Some would say quarantine feels like stepping out of time. Of course, that's pretty much what happens to Amy Pond on the Doctor Who episode "The Girl Who Waited". From the Eleventh Doctor's second season, it's a story with a very strong set up and a heartbreaking conundrum as its climax.
Everything starts innocently enough--they step out of the TARDIS and find two plain rooms. But a simple mix-up with buttons and Amy (Karen Gillan) ends up in a special quarantine for people with the "Day Plague"-- a plague that kills people in a day. So victims are put in a special isolated dimension where they seem to live for years despite never needing food and water and communicate with their loved ones through a special looking glass.
This may be a subtle Alice in Wonderland reference, particularly since another scene features Amy choosing a door that leads into a beautiful garden.
Too quickly for the Doctor (Matt Smith) and Rory (Arthur Darvill) to find a solution, Amy turns 36 years older with a whole history of past experiences and bitterness at being left alone.
Now that I think about it, this episode works a little as a development of ideas in "School Reunion". When older Amy is confronted with her younger self, the two have a sweet conversation about how a loved one's face comes to embody their personality. And anyone who's loved someone knows this is true though there's no real delicate way to say it. That is, someone you love appears beautiful regardless of any objectively beautiful attributes they may or may not possess. And yet . . .

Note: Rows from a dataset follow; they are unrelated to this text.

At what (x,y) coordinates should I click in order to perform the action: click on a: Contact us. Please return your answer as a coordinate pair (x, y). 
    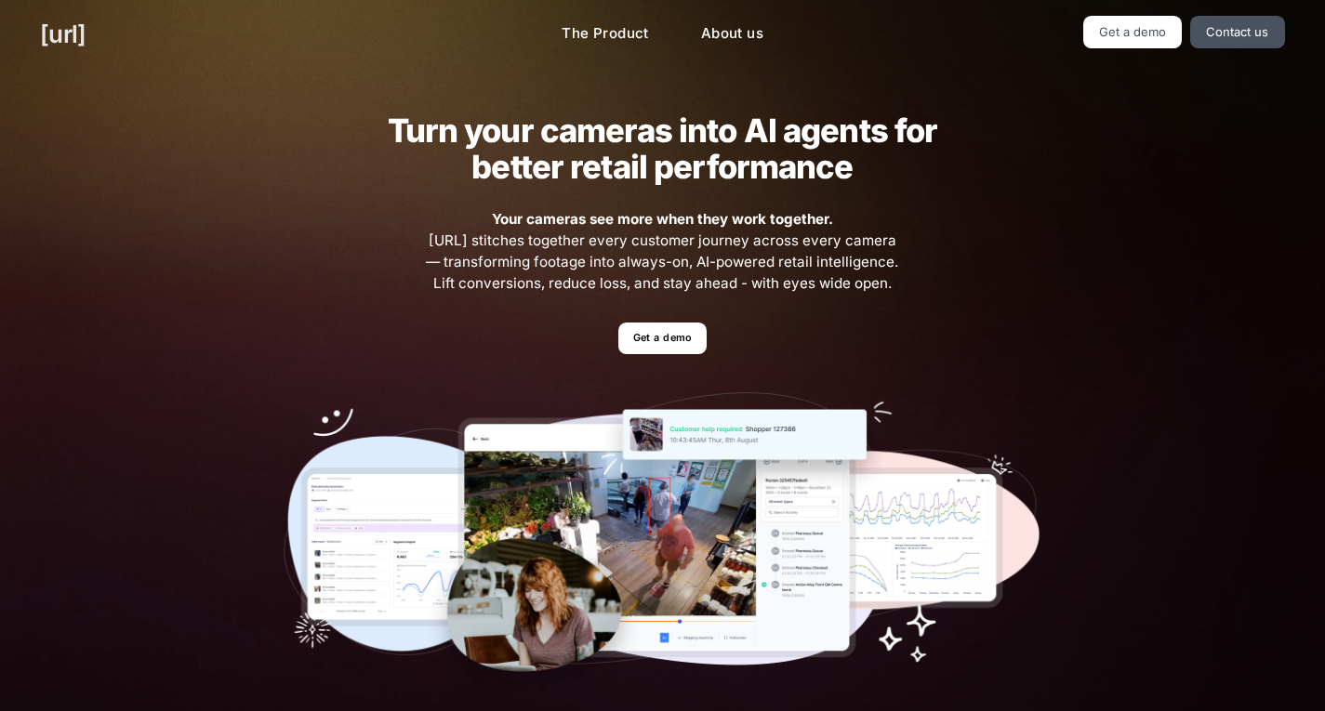
    Looking at the image, I should click on (1238, 32).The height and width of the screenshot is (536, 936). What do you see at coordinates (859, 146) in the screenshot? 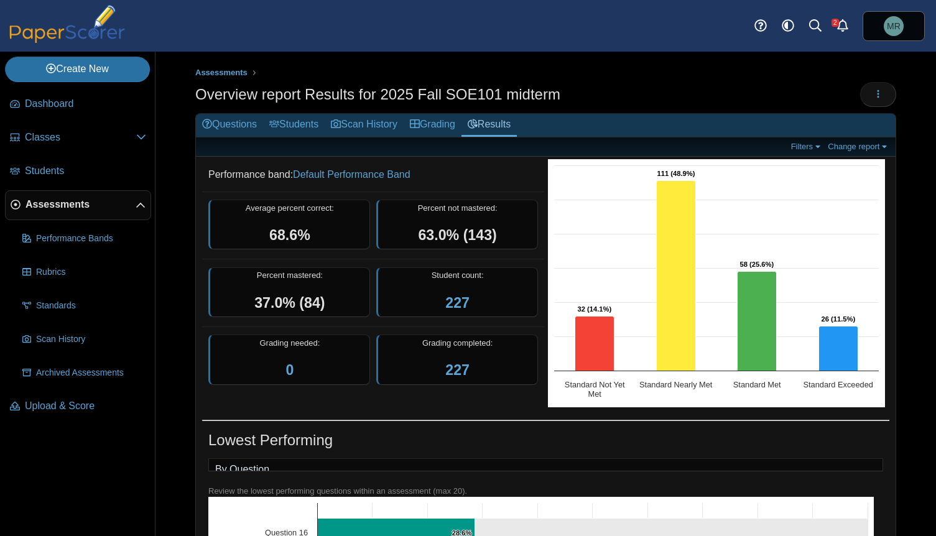
I see `a: Change report` at bounding box center [859, 146].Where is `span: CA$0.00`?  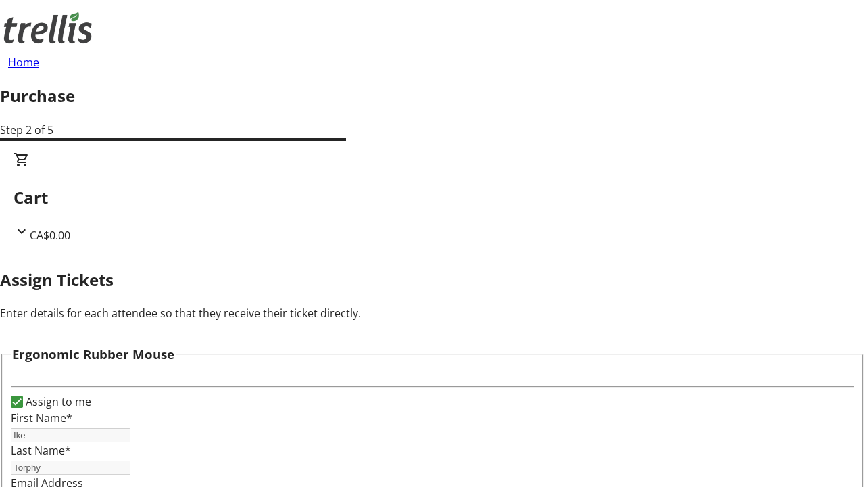
span: CA$0.00 is located at coordinates (50, 235).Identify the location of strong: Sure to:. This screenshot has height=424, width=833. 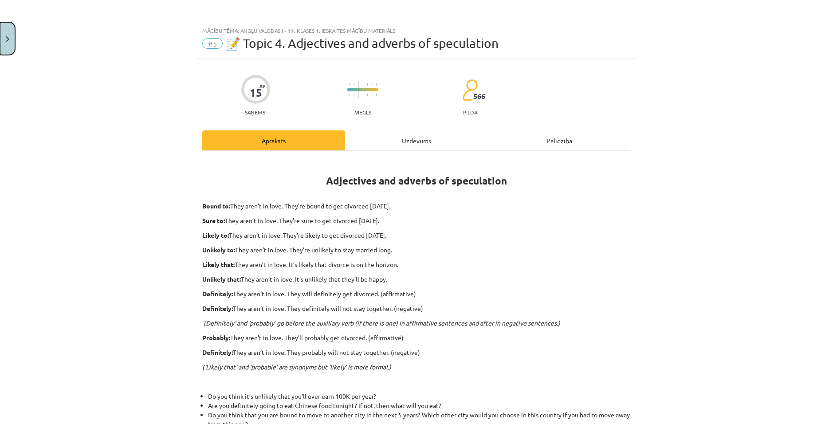
(213, 221).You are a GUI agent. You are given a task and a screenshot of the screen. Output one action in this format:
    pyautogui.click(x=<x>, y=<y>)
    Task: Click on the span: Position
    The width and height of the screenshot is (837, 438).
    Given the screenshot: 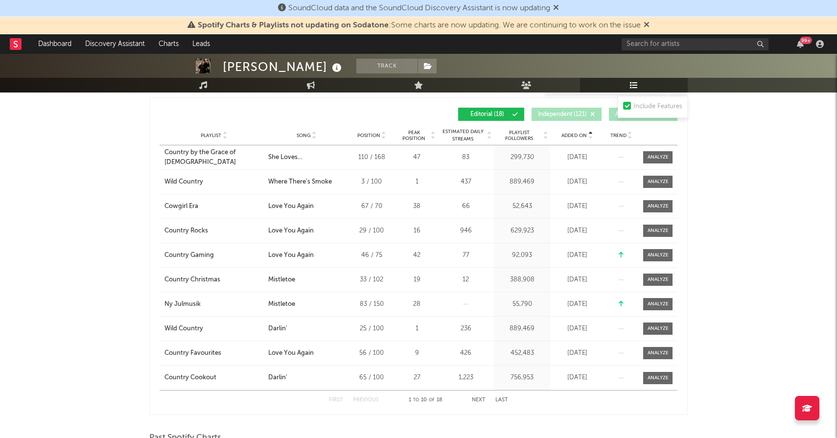 What is the action you would take?
    pyautogui.click(x=369, y=136)
    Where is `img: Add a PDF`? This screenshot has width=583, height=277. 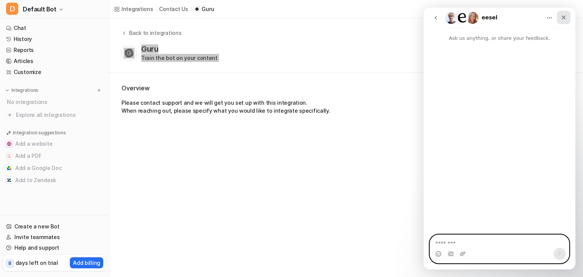 img: Add a PDF is located at coordinates (9, 156). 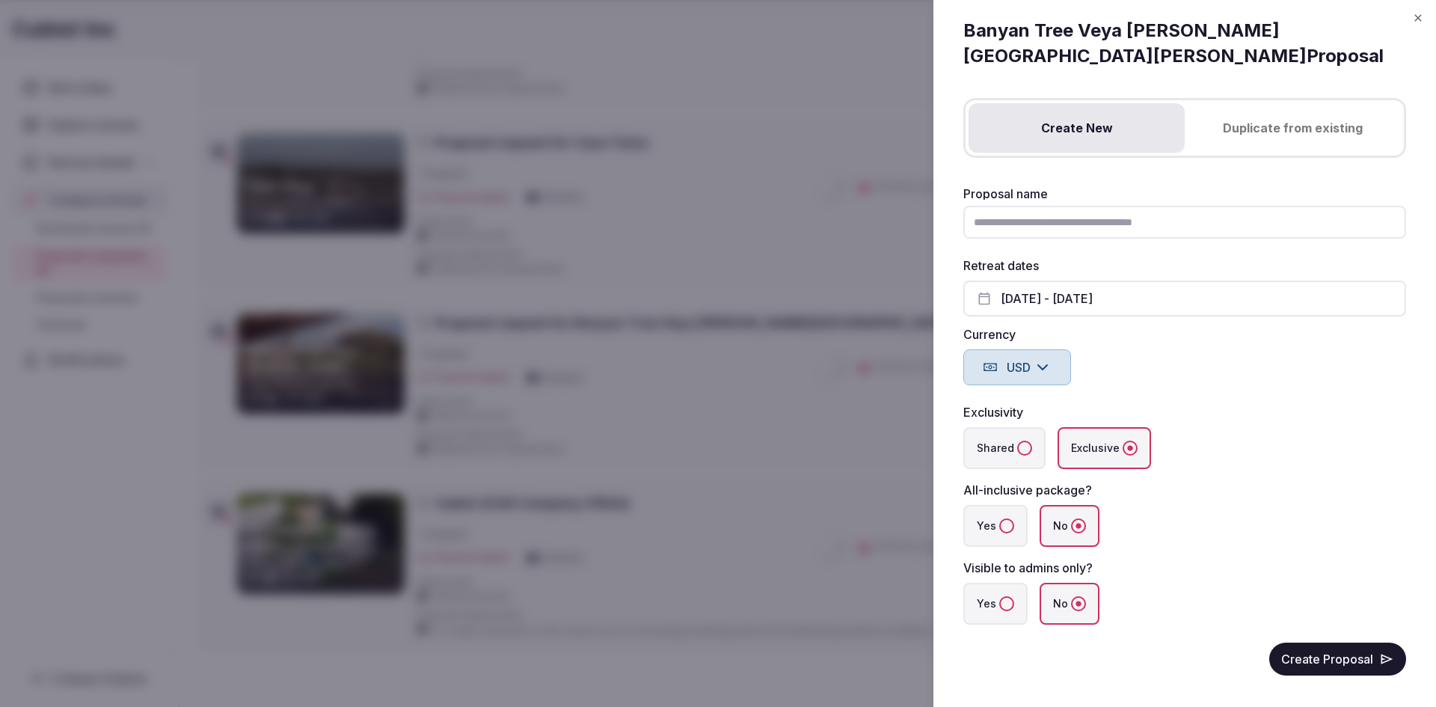 What do you see at coordinates (1185, 334) in the screenshot?
I see `label: Currency` at bounding box center [1185, 334].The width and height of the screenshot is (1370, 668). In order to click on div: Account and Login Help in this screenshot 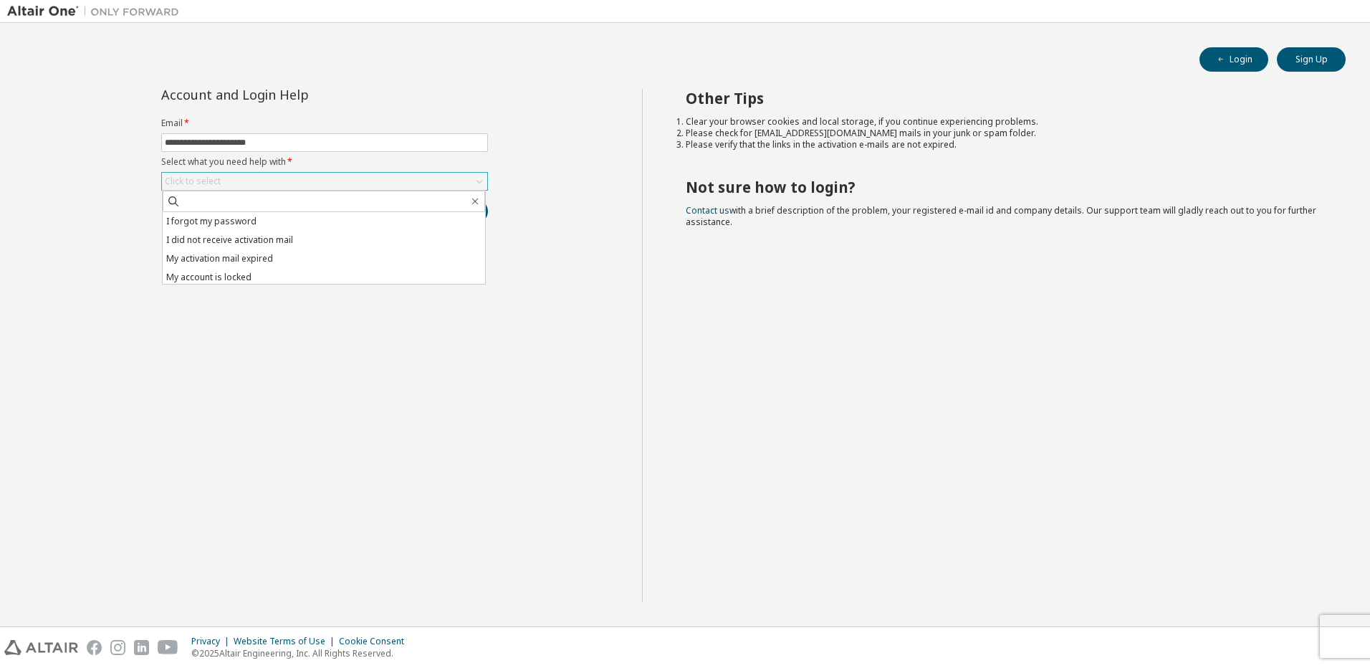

Rory clearly, instinctively prefers the younger Amy. He says older Amy's age doesn't bother him, it only bothers him that they didn't grow old together. But older Amy's experiences are reflected in her looks and demeanour, she's in a very different place from him. It was always Rory's biggest flaw, and supposed virtue--he's just too normal for someone like time hardened Amy.
Naturally only one Amy can live which leads to a really powerful scene of decision the characters are forced to make. It's amazing, the guts this show used to have.